Re: NSEvent isEqual
Re: NSEvent isEqual
- Subject: Re: NSEvent isEqual
- From: Ken Victor <email@hidden>
- Date: Wed, 3 May 2006 15:15:26 -0700
ondra,
thanx for this and your first post.
just comparing pointers as you suggest below is
probably sufficient, but there is a possibility
(albeit probably very small) that if stack/heap
is reused that a pointer compare would yield a
false positive. thus, to be truly safe (so i
don't have to debug it 5 years from now :-) ), in
my code i define "identity" as being the same
pointer AND isEqual being true. (suspenders and a
belt!)
ken
At 12:05 AM +0200 5/4/06, Ondra Cada wrote:
Ken,
oh, I have overlooked this:
On 3.5.2006, at 23:46, Ken Victor wrote:
ps. in an attempt to stave off a series of
questions, i need to know if a change to a date
picker's value was caused by the same event
that made the date picker the current first
responder, ie, by the user clicking in one of
the date pickers arrows when the date picker
wasn't the first responder
Actually, I may be misunderstanding the goal
mightily, but seems to me this is the very case
you want identity (instead of equality)? In
other words, something like
NSEvent *oldEvent; // no need to retain unless you wanna log it or something
...
if (oldEvent==newEvent) ...
---
Ondra Ă¢ada
OCSoftware: email@hidden http://www.ocs.cz
private email@hidden http://www.ocs.cz/oc
_______________________________________________
Do not post admin requests to the list. They will be ignored.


_What is required:_ Find the line that contains "Discover where human body is.". Output it and every line after it to the end of the records, exactly as they appear.

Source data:
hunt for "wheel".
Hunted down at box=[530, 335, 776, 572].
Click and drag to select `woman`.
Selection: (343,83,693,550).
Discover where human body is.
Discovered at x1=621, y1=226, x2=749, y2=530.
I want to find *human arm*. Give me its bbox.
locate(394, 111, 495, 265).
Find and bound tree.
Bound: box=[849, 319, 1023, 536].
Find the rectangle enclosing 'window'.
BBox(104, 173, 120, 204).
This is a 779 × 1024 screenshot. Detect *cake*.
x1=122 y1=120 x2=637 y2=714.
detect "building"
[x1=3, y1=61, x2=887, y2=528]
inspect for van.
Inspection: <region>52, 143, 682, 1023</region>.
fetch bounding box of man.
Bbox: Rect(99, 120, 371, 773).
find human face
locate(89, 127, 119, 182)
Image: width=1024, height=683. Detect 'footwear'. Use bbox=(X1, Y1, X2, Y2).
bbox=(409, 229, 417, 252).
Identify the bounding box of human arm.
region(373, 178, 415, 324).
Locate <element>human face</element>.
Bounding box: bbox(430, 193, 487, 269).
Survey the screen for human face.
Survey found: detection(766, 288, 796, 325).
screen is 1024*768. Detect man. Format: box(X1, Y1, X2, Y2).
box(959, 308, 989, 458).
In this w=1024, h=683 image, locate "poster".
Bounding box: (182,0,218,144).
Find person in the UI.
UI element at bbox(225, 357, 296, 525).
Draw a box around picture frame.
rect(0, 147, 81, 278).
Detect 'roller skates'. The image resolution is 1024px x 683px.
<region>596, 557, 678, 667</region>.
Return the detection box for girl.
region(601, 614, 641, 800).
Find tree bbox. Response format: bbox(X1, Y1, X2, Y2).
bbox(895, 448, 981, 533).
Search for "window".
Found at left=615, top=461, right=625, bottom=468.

_Task response:_
Discover where human body is.
Discovered at x1=621, y1=226, x2=749, y2=530.
I want to find *human arm*. Give me its bbox.
locate(394, 111, 495, 265).
Find and bound tree.
Bound: box=[849, 319, 1023, 536].
Find the rectangle enclosing 'window'.
BBox(104, 173, 120, 204).
This is a 779 × 1024 screenshot. Detect *cake*.
x1=122 y1=120 x2=637 y2=714.
detect "building"
[x1=3, y1=61, x2=887, y2=528]
inspect for van.
Inspection: <region>52, 143, 682, 1023</region>.
fetch bounding box of man.
Bbox: Rect(99, 120, 371, 773).
find human face
locate(89, 127, 119, 182)
Image: width=1024, height=683. Detect 'footwear'. Use bbox=(X1, Y1, X2, Y2).
bbox=(409, 229, 417, 252).
Identify the bounding box of human arm.
region(373, 178, 415, 324).
Locate <element>human face</element>.
Bounding box: bbox(430, 193, 487, 269).
Survey the screen for human face.
Survey found: detection(766, 288, 796, 325).
screen is 1024*768. Detect man. Format: box(X1, Y1, X2, Y2).
box(959, 308, 989, 458).
In this w=1024, h=683 image, locate "poster".
Bounding box: (182,0,218,144).
Find person in the UI.
UI element at bbox(225, 357, 296, 525).
Draw a box around picture frame.
rect(0, 147, 81, 278).
Detect 'roller skates'. The image resolution is 1024px x 683px.
<region>596, 557, 678, 667</region>.
Return the detection box for girl.
region(601, 614, 641, 800).
Find tree bbox. Response format: bbox(X1, Y1, X2, Y2).
bbox(895, 448, 981, 533).
Search for "window".
Found at left=615, top=461, right=625, bottom=468.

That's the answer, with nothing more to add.